I have a sensitive stomach, and ever since my stroke, more sensitive, which I didn't think was possible. With the holiday season upon us, I wanted to know WHY! In other words, is there a connection between stroke and gut?
Harvard researchers found stomach problems could be linked to after-stroke stress. In fact, the gastrointestinal (GI) tract is sensitive to anxiety, anger, depression, and sadness, too (all of which I've had post-stroke), and it can trigger symptoms in the gut. Therefore, the brain reflects what the GI system feels. Stress is the worst, the researchers concluded. (Fun fact: I used to consider giving a stressful TED talk about stroke; I'm not anymore).
A study involving mice, published this week in Nature Medicine, argues that striking the correct microbial balance could prompt changes in the immune system that would be likely to reduce brain damage after a stroke.
Researchers at Weill Cornell Medical College and Memorial Sloan Kettering Cancer Center wanted to find out whether they could shift the balance of these cells to favor beneficial cells by meddling with the mouse bacteria.
So one group’s intestinal makeup was resistant to antibiotics and the other group bacteria was susceptible to treatment.
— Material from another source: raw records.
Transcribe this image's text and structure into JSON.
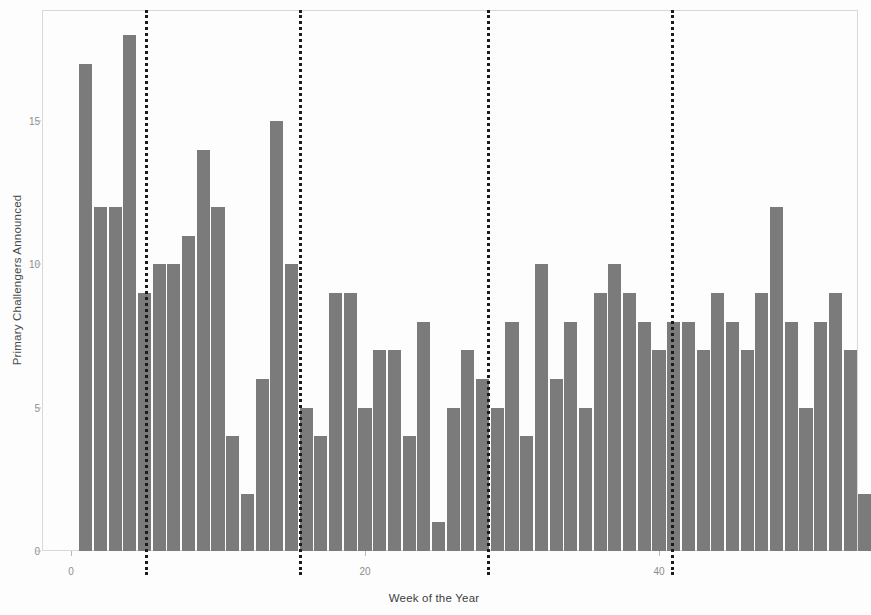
{
  "chart_data": {
    "type": "bar",
    "title": "",
    "xlabel": "Week of the Year",
    "ylabel": "Primary Challengers Announced",
    "xlim": [
      0,
      53
    ],
    "ylim": [
      0,
      18.6
    ],
    "grid": false,
    "legend": null,
    "bar_color": "#7b7b7b",
    "frame_color": "#d8d8d8",
    "reference_line_color": "#1b1b1b",
    "reference_line_style": "dotted",
    "x_ticks": [
      0,
      20,
      40
    ],
    "x_tick_labels": [
      "0",
      "20",
      "40"
    ],
    "y_ticks": [
      0,
      5,
      10,
      15
    ],
    "y_tick_labels": [
      "0",
      "5",
      "10",
      "15"
    ],
    "reference_lines": [
      5,
      15.5,
      28.3,
      40.8
    ],
    "categories": [
      1,
      2,
      3,
      4,
      5,
      6,
      7,
      8,
      9,
      10,
      11,
      12,
      13,
      14,
      15,
      16,
      17,
      18,
      19,
      20,
      21,
      22,
      23,
      24,
      25,
      26,
      27,
      28,
      29,
      30,
      31,
      32,
      33,
      34,
      35,
      36,
      37,
      38,
      39,
      40,
      41,
      42,
      43,
      44,
      45,
      46,
      47,
      48,
      49,
      50,
      51,
      52,
      53,
      54
    ],
    "values": [
      17,
      12,
      12,
      18,
      9,
      10,
      10,
      11,
      14,
      12,
      4,
      2,
      6,
      15,
      10,
      5,
      4,
      9,
      9,
      5,
      7,
      7,
      4,
      8,
      1,
      5,
      7,
      6,
      5,
      8,
      4,
      10,
      6,
      8,
      5,
      9,
      10,
      9,
      8,
      7,
      8,
      8,
      7,
      9,
      8,
      7,
      9,
      12,
      8,
      5,
      8,
      9,
      7,
      2
    ]
  },
  "axes": {
    "y_title": "Primary Challengers Announced",
    "x_title": "Week of the Year"
  }
}
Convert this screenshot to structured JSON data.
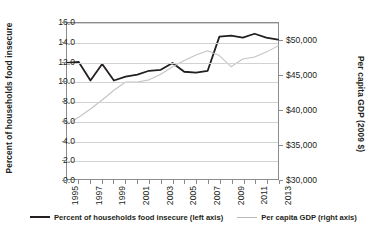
{
  "chart_data": {
    "type": "line",
    "title": "",
    "xlabel": "",
    "ylabel": "Percent of households food insecure",
    "y2label": "Per capita GDP (2009 $)",
    "grid": true,
    "legend_position": "bottom",
    "x": [
      1995,
      1996,
      1997,
      1998,
      1999,
      2000,
      2001,
      2002,
      2003,
      2004,
      2005,
      2006,
      2007,
      2008,
      2009,
      2010,
      2011,
      2012,
      2013
    ],
    "xlim": [
      1995,
      2013
    ],
    "xticklabels": [
      "1995",
      "1997",
      "1999",
      "2001",
      "2003",
      "2005",
      "2007",
      "2009",
      "2011",
      "2013"
    ],
    "xtickvalues": [
      1995,
      1997,
      1999,
      2001,
      2003,
      2005,
      2007,
      2009,
      2011,
      2013
    ],
    "ylim": [
      0.0,
      16.0
    ],
    "yticklabels": [
      "0.0",
      "2.0",
      "4.0",
      "6.0",
      "8.0",
      "10.0",
      "12.0",
      "14.0",
      "16.0"
    ],
    "ytickvalues": [
      0.0,
      2.0,
      4.0,
      6.0,
      8.0,
      10.0,
      12.0,
      14.0,
      16.0
    ],
    "y2lim": [
      30000,
      52500
    ],
    "y2ticklabels": [
      "$30,000",
      "$35,000",
      "$40,000",
      "$45,000",
      "$50,000"
    ],
    "y2tickvalues": [
      30000,
      35000,
      40000,
      45000,
      50000
    ],
    "series": [
      {
        "name": "Percent of households food insecure (left axis)",
        "axis": "left",
        "color": "#231f20",
        "width": 1.8,
        "values": [
          11.9,
          12.0,
          10.1,
          11.8,
          10.1,
          10.5,
          10.7,
          11.1,
          11.2,
          11.9,
          11.0,
          10.9,
          11.1,
          14.6,
          14.7,
          14.5,
          14.9,
          14.5,
          14.3
        ]
      },
      {
        "name": "Per capita GDP (right axis)",
        "axis": "right",
        "color": "#c4c4c4",
        "width": 1.1,
        "values": [
          37900,
          38900,
          40100,
          41400,
          42800,
          44000,
          44000,
          44300,
          45100,
          46200,
          47100,
          47900,
          48500,
          47800,
          46200,
          47300,
          47600,
          48300,
          49200
        ]
      }
    ],
    "legend": [
      {
        "label": "Percent of households food insecure (left axis)",
        "style": "dark"
      },
      {
        "label": "Per capita GDP (right axis)",
        "style": "light"
      }
    ]
  }
}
When the latter group was given a combination of antibiotics over the course of two weeks, the microbes underwent change. Then the researchers obstructed the cerebral arteries, inducing an ischemic stroke [the most common type of stroke]. They discovered that the resultant brain damage was 60 percent smaller in the drug-susceptible mice.
Finally and painstakingly, the researchers took the colons of mice that had ischemic stroke and transplanted to new mice with no antibiotics, thus establishing a group with finagled gut bacteria but no drug exposure, and discovering that these mice had also acquired protection against stroke.
“These cells determine what kind of inflammatory immune response the brain is going to experience after stroke,” says neurologist Constantino Iadecola, director of the Brain and Mind Research Institute at Weill Cornell and one of the study’s authors. “Immune cells end up helping out instead of contributing to the damage that occurs."
A mouse’s genetic material is quite different from that of a human, and researchers will need clinical data, but at least they're trying.
"This is just the beginning,” says Ulrich Dirnagl, a neurologist at the Center for Stroke Research Berlin who read the results. “The study links the microbiota and the immune system and the brain in stroke—an acute brain disorder—in one story. That’s really novel."
That it is, Dr. Dirnagl. That it is.
Harvard researchers found stomach problems could be linked to after-stroke stress. In fact, the gastrointestinal (GI) tract is sensitive to anxiety, anger, depression, and sadness, too (all of which I've had post-stroke), and it can trigger symptoms in the gut. Therefore, the brain reflects what the GI system feels. Stress is the worst, the researchers concluded. (Fun fact: I used to consider giving a stressful TED talk about stroke; I'm not anymore).
In an article called "A Hidden Factor in Stroke Severity: The Microbes in Your Gut" by Jordana Cepelewicz, she talks about a new study in mice which demonstrates that manipulating the microbiome [the genetic material of all the microbes - bacteria, fungi, protozoa and viruses - that live on and inside the human body] can influence the extent of brain damage caused by a stroke.
Researchers at Weill Cornell Medical College and Memorial Sloan Kettering Cancer Center wanted to find out whether they could shift the balance of these cells to favor beneficial cells by meddling with the mouse bacteria.
So one group’s intestinal makeup was resistant to antibiotics and the other group bacteria was susceptible to treatment. When the latter group was given a combination of antibiotics over the course of two weeks, the microbes underwent change. Then the researchers obstructed the cerebral arteries, inducing an ischemic stroke [the most common type of stroke]. They discovered that the resultant brain damage was 60 percent smaller in the drug-susceptible mice.
Finally and painstakingly, the researchers took the colons of mice that had ischemic stroke and transplanted to new mice with no antibiotics, thus establishing a group with finagled gut bacteria but no drug exposure, and discovering that these mice had also acquired protection against stroke.
“These cells determine what kind of inflammatory immune response the brain is going to experience after stroke,” says neurologist Constantino Iadecola, director of the Brain and Mind Research Institute at Weill Cornell and one of the study’s authors. “Immune cells end up helping out instead of contributing to the damage that occurs."
A mouse’s genetic material is quite different from that of a human, and researchers will need clinical data, but at least they're trying.
"This is just the beginning,” says Ulrich Dirnagl, a neurologist at the Center for Stroke Research Berlin who read the results. “The study links the microbiota and the immune system and the brain in stroke—an acute brain disorder—in one story. That’s really novel."
That it is, Dr. Dirnagl. That it is.